PACKET EDITORIAL, Jan. 18
By: Packet Editorial
Where one stands on the subject of the minimum wage plainly depends on where one sits.
And where one sits plainly determines which of numerous competing studies on the subject one chooses to believe.
When acting Gov. Richard Codey proposed during last week’s State of the State address to raise New Jersey’s minimum wage from $5.15 to $7.15 an hour over the next two years, the reaction was predictable. Democratic lawmakers, labor unions, liberal lobbying groups and progressive policy wonks applauded the plan; Republican gubernatorial candidates, business and industry groups, corporate lobbyists and conservative think tanks panned it.
And each had a study or two or three to back up its position.
According to the New Jersey Business & Industry Association, raising the minimum wage will do two things reduce the number of entry-level jobs available in New Jersey and force other salaries to increase. Both of these outcomes, the business group warns, will hurt the Garden State’s ability to compete with other states for jobs and economic growth.
Supporting the BIA’s position is a study by the Employment Policies Institute, which concluded that raising the minimum wage increases the high-school dropout rate and teenage unemployment. And another by the Congressional Minimum Wage Study Commission, which found that every 10 percent rise in the minimum wage reduces teenage employment by up to 3 percent. And another by the Economic Policy Institute, which reported that minimum wage increases implemented by Oregon in 1998 and 1999 cost workers about $50 million in annual income while employers’ labor costs went up by $162 million a year all for an increase in family income for minimum-wage earners of less than 4 percent.
On the other side of the ideological fence, the Economic Opportunity Institute contends that all these studies cited by business groups are based on a misleading and dated assumption that a 10 percent rise in the minimum wage automatically results in a 2 percent decrease in employment. Once this debunked assumption is removed from the equation, the EOI argues, the resultant calculations are meaningless.
Meanwhile, the Fiscal Policy Institute reports that states with a higher minimum wage than the federal standard have economies that have performed as well as or better than states, like New Jersey, where the minimum wage is tied to the federal standard. From 1998 to 2004, the FPI study found, total employment in states with a higher minimum wage than the federal standard increased by 6.2 percent, compared to 4.1 percent for states using the federal wage. And retail employment was up 6.1 percent compared to just 1.9 percent.
The battle of the dueling institute studies may and probably will go on and on as the measure to raise New Jersey’s minimum wage works its way through the Legislature. But they are, in our view, largely beside the point. The primary issue here isn’t corporate profit. It’s simple fairness.
Is it fair that New Jersey, the nation’s second-wealthiest state (per-capita personal income: $40,427, more than 25 percent higher than the national average), ties its minimum wage to the federal standard? Is it fair that, in state where social-service subsidies are pegged at 200, 300 or even 350 percent of the federal poverty level to account for the high cost of living, our minimum wage is the same as Arkansas’ and Georgia’s? Is it fair that, at $5.15 an hour, a minimum-wage earner in New Jersey makes about $10,700 a year or less than 15 percent of the state’s median family income and nearly $1,800 below the federal poverty line for a family of two?
If the looming legislative debate over the minimum wage comes down to a contest of numbers, we hope these are the ones lawmakers will bear in mind.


◆ TASK GOAL ◆
Repeat only the lines below that run from the line with "Find the location of a particular element." to the line with "The image size is (463, 331).", ends included; skip every picture.

◆ SOURCE RECORDS ◆
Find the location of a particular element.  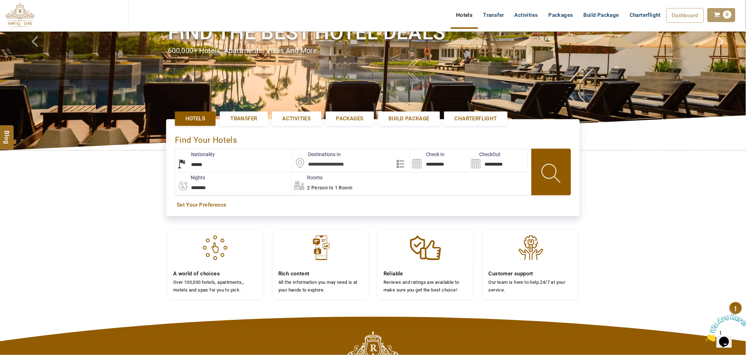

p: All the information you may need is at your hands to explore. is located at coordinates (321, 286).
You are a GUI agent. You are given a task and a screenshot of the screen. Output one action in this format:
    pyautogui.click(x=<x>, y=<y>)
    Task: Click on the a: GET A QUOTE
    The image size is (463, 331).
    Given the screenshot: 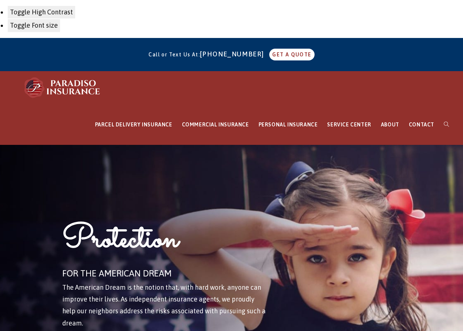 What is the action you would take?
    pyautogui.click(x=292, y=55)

--

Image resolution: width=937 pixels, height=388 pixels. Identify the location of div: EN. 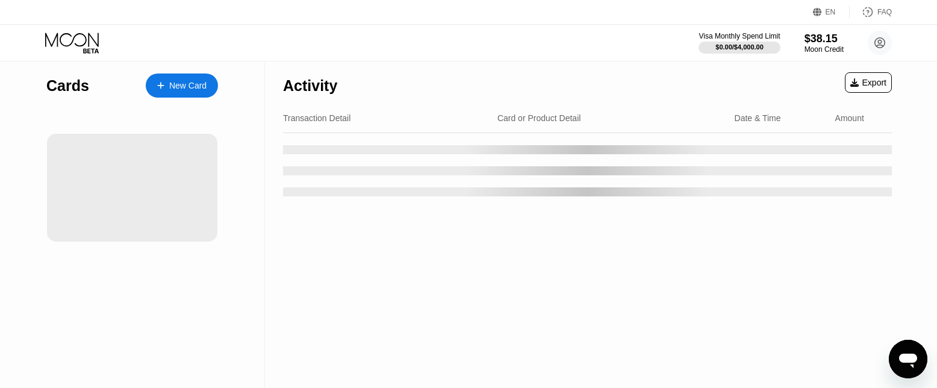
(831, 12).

◆ PROBLEM SOLUTION ◆
Find the location of a particular element.  

p: All the information you may need is at your hands to explore. is located at coordinates (321, 286).
You are a GUI agent. You are given a task and a screenshot of the screen. Output one action in this format:
    pyautogui.click(x=<x>, y=<y>)
    Task: Click on the a: GET A QUOTE
    The image size is (463, 331).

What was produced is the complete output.